*Task to complete*.
Only the lines from the one containing "This screenshot has width=868, height=448." to the end of the data are wanted; print them exactly as they appear.

*Records for the exercise*.
---

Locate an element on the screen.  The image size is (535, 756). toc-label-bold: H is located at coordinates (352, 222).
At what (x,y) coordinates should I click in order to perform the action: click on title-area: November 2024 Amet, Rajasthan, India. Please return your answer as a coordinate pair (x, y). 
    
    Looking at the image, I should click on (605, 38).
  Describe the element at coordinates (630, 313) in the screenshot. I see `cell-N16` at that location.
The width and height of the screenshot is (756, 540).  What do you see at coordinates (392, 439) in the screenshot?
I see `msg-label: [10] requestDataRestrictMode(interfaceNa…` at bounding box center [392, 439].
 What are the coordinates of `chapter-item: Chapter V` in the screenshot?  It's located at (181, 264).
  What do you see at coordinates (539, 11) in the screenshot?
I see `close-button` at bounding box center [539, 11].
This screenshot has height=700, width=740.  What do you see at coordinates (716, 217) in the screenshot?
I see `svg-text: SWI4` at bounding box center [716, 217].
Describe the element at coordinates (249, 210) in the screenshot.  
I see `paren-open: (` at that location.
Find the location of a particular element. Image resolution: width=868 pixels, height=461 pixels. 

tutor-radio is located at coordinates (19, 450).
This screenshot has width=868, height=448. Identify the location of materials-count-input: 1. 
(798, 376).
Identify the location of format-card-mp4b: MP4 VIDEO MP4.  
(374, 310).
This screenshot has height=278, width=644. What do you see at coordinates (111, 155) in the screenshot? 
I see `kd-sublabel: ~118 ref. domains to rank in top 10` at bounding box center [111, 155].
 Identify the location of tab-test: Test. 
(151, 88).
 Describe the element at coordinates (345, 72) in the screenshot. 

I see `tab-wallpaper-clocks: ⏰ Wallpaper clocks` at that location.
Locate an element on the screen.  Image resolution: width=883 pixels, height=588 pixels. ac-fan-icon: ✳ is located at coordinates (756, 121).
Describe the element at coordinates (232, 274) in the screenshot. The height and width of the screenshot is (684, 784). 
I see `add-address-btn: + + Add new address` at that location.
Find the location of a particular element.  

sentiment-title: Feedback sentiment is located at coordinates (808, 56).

---

*Answer area*.
This screenshot has width=868, height=448. Identify the location of materials-count-input: 1. 
(798, 376).
Identify the location of format-card-mp4b: MP4 VIDEO MP4.  
(374, 310).
This screenshot has height=278, width=644. What do you see at coordinates (111, 155) in the screenshot? 
I see `kd-sublabel: ~118 ref. domains to rank in top 10` at bounding box center [111, 155].
 Identify the location of tab-test: Test. 
(151, 88).
 Describe the element at coordinates (345, 72) in the screenshot. 

I see `tab-wallpaper-clocks: ⏰ Wallpaper clocks` at that location.
Locate an element on the screen.  Image resolution: width=883 pixels, height=588 pixels. ac-fan-icon: ✳ is located at coordinates (756, 121).
Describe the element at coordinates (232, 274) in the screenshot. The height and width of the screenshot is (684, 784). 
I see `add-address-btn: + + Add new address` at that location.
Find the location of a particular element.  

sentiment-title: Feedback sentiment is located at coordinates (808, 56).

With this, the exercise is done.